Recording Session Basics

Image of a piece of studio rack equipment

This article is primarily aimed at anyone on a really tight budget, and who is looking to record one or two (or maybe more!) tracks in a day.

While an eight or ten hour day may seem like a long stretch in the studio, time does in fact pass surprisingly quick. With this in mind, it pays to be as organised as possible.

Here are some basic things to consider for you recording session…

1. Know Your Songs

I know this is an obvious one, but I’ve been in situations before where the band I’ve been working with has started tracking a song without having written the ending! We literally had to stop recording while they finished writing it! There have also been bands who have been all too keen to get their latest creation down – although not everyone had finished writing their parts. ‘Blagging’ or ‘winging’ it rarely works – I have witnessed some happy accidents, but these are few and far between, and in the long run, it’s best not to leave the recording process down to luck.

You should be well rehearsed. In fact that’s an understatement – You should be rehearsed to the point that you’ve played through the songs so many times you can’t stand to play them any more, your fingers are blistered and bleeding yet you can not only perform the tracks with your eyes closed (easy enough for the vocalist but guitarists not so!), you can perform them with your hands tied behind your back whilst running a gauntlet of burning axes… Okay maybe I went a little too far there but you get the picture! :) Before my very first studio session, I was made to play the same song over and over for an entire day. Whilst at the time I couldn’t understand the benefit of doing this, in hindsight it paid off, as the resultant recording had an air of confidence about it there otherwise wouldn’t have been; with each repetition our performances grew stronger.

2. Know Your Parts

– and know each other’s parts too. I’ve worked with bands that have spent weeks and months writing and rehearsing their material in a room, where they couldn’t hear what each other were playing over the drummer. Totally oblivious to the fact that each band member was essentially playing a completely different song, it was a real revelation hearing themselves back through the studio monitors for the first time! The two guitarists were playing mismatched chords, and each musician played their own accents and stops where they saw fit. The resulting sound was a complete mess!

Again – basic stuff – but it pays to sit down at some point and make sure that everyone’s parts are working together to create the desired overall sound. Just simple things like where pauses happen (is it on beat three or beat four?), and the length of the guitar solo (if during rehearsals and live performances it tends to get extended by an unknown quantity). Also, it’s a good time to consider subtle things like dynamics, and ensure that everybody’s syncopated rhythms are really tight. If not, it may well benefit rehearsing a little more, in a well-equipped rehearsal room – possibly with the aid of a metronome (more about that in another article).

3. Be Realistic With Your Allotted Time

An eight hour day doesn’t mean eight hours of recording time! In reality, once you’ve loaded in, set up, let the sound engineer do his or her thing (perfect time to put the kettle on!), and sound checked, you can already be an hour and a half in to your session. Factor in mixing and mastering (which shouldn’t really be performed at the end of a day’s recording, but more on that in another article), and you’re probably left with just over three hours to get everything down.

The other main consideration is track length. You’d be hard-pushed to record and mix two six-minute tracks to a reasonable quality in one day, but two three-minute tracks is perfectly doable. The extra time needed to perform and mix those extra minutes soon mounts up over the day, so any prog masterpieces you should really dedicate a whole day to (at the very least). As for tracks of over six minutes (I’ve worked on a couple of nine-minuters in the past!), the time needed seems to go up exponentially due to their often more complex arrangements and therefore tracking and mixing times.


**TASK TO COMPLETE:** Reproduce every entry exactly and leave its pictures out.

▼

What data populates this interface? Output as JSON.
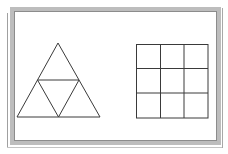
{
  "diagram": {
    "colors": {
      "background": "#ffffff",
      "frame_outer_line": "#9a9a9a",
      "frame_band": "#b8b8b8",
      "frame_inner_line": "#8a8a8a",
      "shape_stroke": "#3a3a3a"
    },
    "frame": {
      "outer_left_line_x": 7,
      "band": {
        "x": 11,
        "y": 8,
        "width": 207,
        "height": 134,
        "thickness": 4
      }
    },
    "triangle": {
      "apex": [
        58,
        43
      ],
      "base_left": [
        17,
        117
      ],
      "base_right": [
        100,
        117
      ],
      "midline_left": [
        37.5,
        80
      ],
      "midline_right": [
        79,
        80
      ],
      "base_mid": [
        58.5,
        117
      ],
      "subdivisions": 4
    },
    "grid": {
      "x": 136,
      "y": 44,
      "width": 72,
      "height": 74,
      "rows": 3,
      "cols": 3
    }
  }
}
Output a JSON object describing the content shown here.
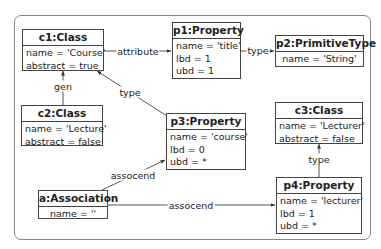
{
  "diagram": {
    "nodes": [
      {
        "id": "c1",
        "title": "c1:Class",
        "attrs": [
          "name = 'Course'",
          "abstract = true"
        ]
      },
      {
        "id": "p1",
        "title": "p1:Property",
        "attrs": [
          "name = 'title'",
          "lbd = 1",
          "ubd = 1"
        ]
      },
      {
        "id": "p2",
        "title": "p2:PrimitiveType",
        "attrs": [
          "name = 'String'"
        ]
      },
      {
        "id": "c2",
        "title": "c2:Class",
        "attrs": [
          "name = 'Lecture'",
          "abstract = false"
        ]
      },
      {
        "id": "p3",
        "title": "p3:Property",
        "attrs": [
          "name = 'course'",
          "lbd = 0",
          "ubd = *"
        ]
      },
      {
        "id": "c3",
        "title": "c3:Class",
        "attrs": [
          "name = 'Lecturer'",
          "abstract = false"
        ]
      },
      {
        "id": "a",
        "title": "a:Association",
        "attrs": [
          "name = ''"
        ]
      },
      {
        "id": "p4",
        "title": "p4:Property",
        "attrs": [
          "name = 'lecturer'",
          "lbd = 1",
          "ubd = *"
        ]
      }
    ],
    "edges": [
      {
        "from": "c1",
        "to": "p1",
        "label": "attribute"
      },
      {
        "from": "p1",
        "to": "p2",
        "label": "type"
      },
      {
        "from": "c2",
        "to": "c1",
        "label": "gen"
      },
      {
        "from": "p3",
        "to": "c1",
        "label": "type"
      },
      {
        "from": "a",
        "to": "p3",
        "label": "assocend"
      },
      {
        "from": "a",
        "to": "p4",
        "label": "assocend"
      },
      {
        "from": "p4",
        "to": "c3",
        "label": "type"
      }
    ]
  }
}
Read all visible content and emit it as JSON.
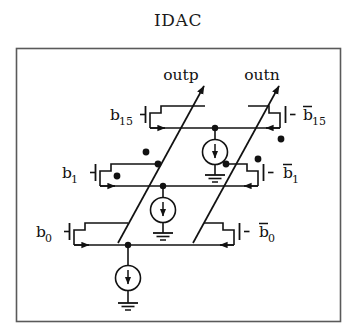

▲

**RESPONSE BOX:**
What data populates this interface? Output as JSON.
{
  "diagram": {
    "colors": {
      "background": "#ffffff",
      "frame_outer_line": "#9a9a9a",
      "frame_band": "#b8b8b8",
      "frame_inner_line": "#8a8a8a",
      "shape_stroke": "#3a3a3a"
    },
    "frame": {
      "outer_left_line_x": 7,
      "band": {
        "x": 11,
        "y": 8,
        "width": 207,
        "height": 134,
        "thickness": 4
      }
    },
    "triangle": {
      "apex": [
        58,
        43
      ],
      "base_left": [
        17,
        117
      ],
      "base_right": [
        100,
        117
      ],
      "midline_left": [
        37.5,
        80
      ],
      "midline_right": [
        79,
        80
      ],
      "base_mid": [
        58.5,
        117
      ],
      "subdivisions": 4
    },
    "grid": {
      "x": 136,
      "y": 44,
      "width": 72,
      "height": 74,
      "rows": 3,
      "cols": 3
    }
  }
}
Output a JSON object describing the content shown here.
{
  "diagram": {
    "nodes": [
      {
        "id": "c1",
        "title": "c1:Class",
        "attrs": [
          "name = 'Course'",
          "abstract = true"
        ]
      },
      {
        "id": "p1",
        "title": "p1:Property",
        "attrs": [
          "name = 'title'",
          "lbd = 1",
          "ubd = 1"
        ]
      },
      {
        "id": "p2",
        "title": "p2:PrimitiveType",
        "attrs": [
          "name = 'String'"
        ]
      },
      {
        "id": "c2",
        "title": "c2:Class",
        "attrs": [
          "name = 'Lecture'",
          "abstract = false"
        ]
      },
      {
        "id": "p3",
        "title": "p3:Property",
        "attrs": [
          "name = 'course'",
          "lbd = 0",
          "ubd = *"
        ]
      },
      {
        "id": "c3",
        "title": "c3:Class",
        "attrs": [
          "name = 'Lecturer'",
          "abstract = false"
        ]
      },
      {
        "id": "a",
        "title": "a:Association",
        "attrs": [
          "name = ''"
        ]
      },
      {
        "id": "p4",
        "title": "p4:Property",
        "attrs": [
          "name = 'lecturer'",
          "lbd = 1",
          "ubd = *"
        ]
      }
    ],
    "edges": [
      {
        "from": "c1",
        "to": "p1",
        "label": "attribute"
      },
      {
        "from": "p1",
        "to": "p2",
        "label": "type"
      },
      {
        "from": "c2",
        "to": "c1",
        "label": "gen"
      },
      {
        "from": "p3",
        "to": "c1",
        "label": "type"
      },
      {
        "from": "a",
        "to": "p3",
        "label": "assocend"
      },
      {
        "from": "a",
        "to": "p4",
        "label": "assocend"
      },
      {
        "from": "p4",
        "to": "c3",
        "label": "type"
      }
    ]
  }
}
Read all visible content and emit it as JSON.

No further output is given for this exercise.